Saturday, March 15, 2014

THE BEADING GEM'S JOURNAL



How to Make Beaded Pterodactyl and Dinosaurs

Beading is such a creative art form.  It can be used for so many designs.  So rather than the more common butterflies, flowers, dragonflies, how about some prehistoric creatures?  Russian beader, Svetlana shared her awesome beaded pterodactyl designs over on Biserok.  You will have to use an online translator to help you decipher the brick stitch instructions. They would make fabulous and unusual statement earrings with the addition of appropriate beaded loops for hanging.



Pterodactyls (a type of pterosaur) were winged reptiles which lived during the time of the dinosaurs (230-65 million years ago) but were not dinosaurs.  Nor were they the ancestors of modern birds.

Svetlana's design on the right reminds me of the Archaeopteryx, an ancient species considered a transitional link between dinosaurs and birds because of the feather imprints found with the fossils.

I also liked this adorable dinosaur charm tutorial from a Japanese site called Parts Club.  Japanese tutorials are very different from what we are used to. There are very few written instructions - just large diagrams showing the beading pathways.  You cannot use a translator for these images.  So please have a good long look and you will eventually fathom things out.


Less adorable perhaps, but the spinosaurus and torosaurus beaded designs over on the Russian site, Biser are just as cool.The instructions are again in the form of diagrams and kind of blur. However, the RAW technique is similar to the making of popular beaded animals so it is not hard to figure things out.



The spinosaurus looks so innocuous as a beaded specimen. But in reality, it was a fearsome and huge  dinosaur - probably the biggest carnivorous predator, even larger than Tyrannosaurus Rex.   Watch this BBC Planet Dinosaur presentation of a spinosaurus fishing for giant 8 meter long fresh water fish called Onchopristis.



By comparison, the torosaurus was a gentler creature being vegetarian.  Paleontologists think the torosaurus may be a juvenile form of the more familiar triceratops.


Quote the data below in full, minus the images.

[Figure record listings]
++++++++

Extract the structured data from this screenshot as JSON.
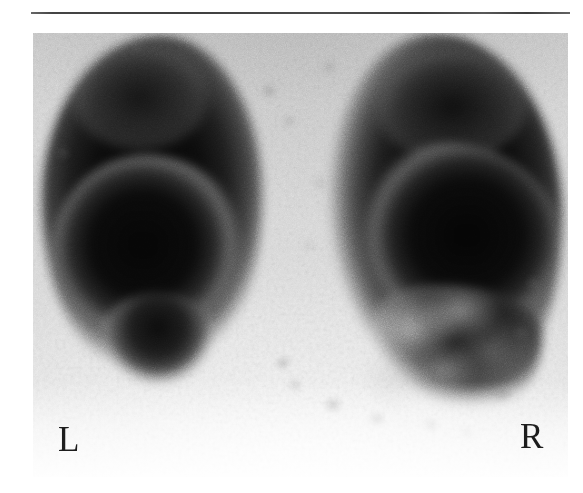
{
  "figure": {
    "kind": "nuclear-medicine-scintigraphy-scan",
    "modality_note": "planar posterior perfusion scintigram",
    "separator_rule": "",
    "labels": {
      "left": "L",
      "right": "R"
    },
    "regions": [
      {
        "name": "left-organ-uptake",
        "side": "L",
        "description": "dense homogeneous tracer uptake"
      },
      {
        "name": "right-organ-uptake",
        "side": "R",
        "description": "dense uptake with patchy inferior defects"
      },
      {
        "name": "midline-background",
        "description": "low-count central background"
      }
    ],
    "colors": {
      "film_background": "#d7d7d7",
      "hot_uptake": "#0a0a0a",
      "label_text": "#1d1d1d",
      "rule": "#343434",
      "page": "#ffffff"
    }
  }
}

++++++++

(RESULT FOR THIS EXERCISE):
Extract the structured data from this screenshot as JSON.
{
  "figure": {
    "kind": "nuclear-medicine-scintigraphy-scan",
    "modality_note": "planar posterior perfusion scintigram",
    "separator_rule": "",
    "labels": {
      "left": "L",
      "right": "R"
    },
    "regions": [
      {
        "name": "left-organ-uptake",
        "side": "L",
        "description": "dense homogeneous tracer uptake"
      },
      {
        "name": "right-organ-uptake",
        "side": "R",
        "description": "dense uptake with patchy inferior defects"
      },
      {
        "name": "midline-background",
        "description": "low-count central background"
      }
    ],
    "colors": {
      "film_background": "#d7d7d7",
      "hot_uptake": "#0a0a0a",
      "label_text": "#1d1d1d",
      "rule": "#343434",
      "page": "#ffffff"
    }
  }
}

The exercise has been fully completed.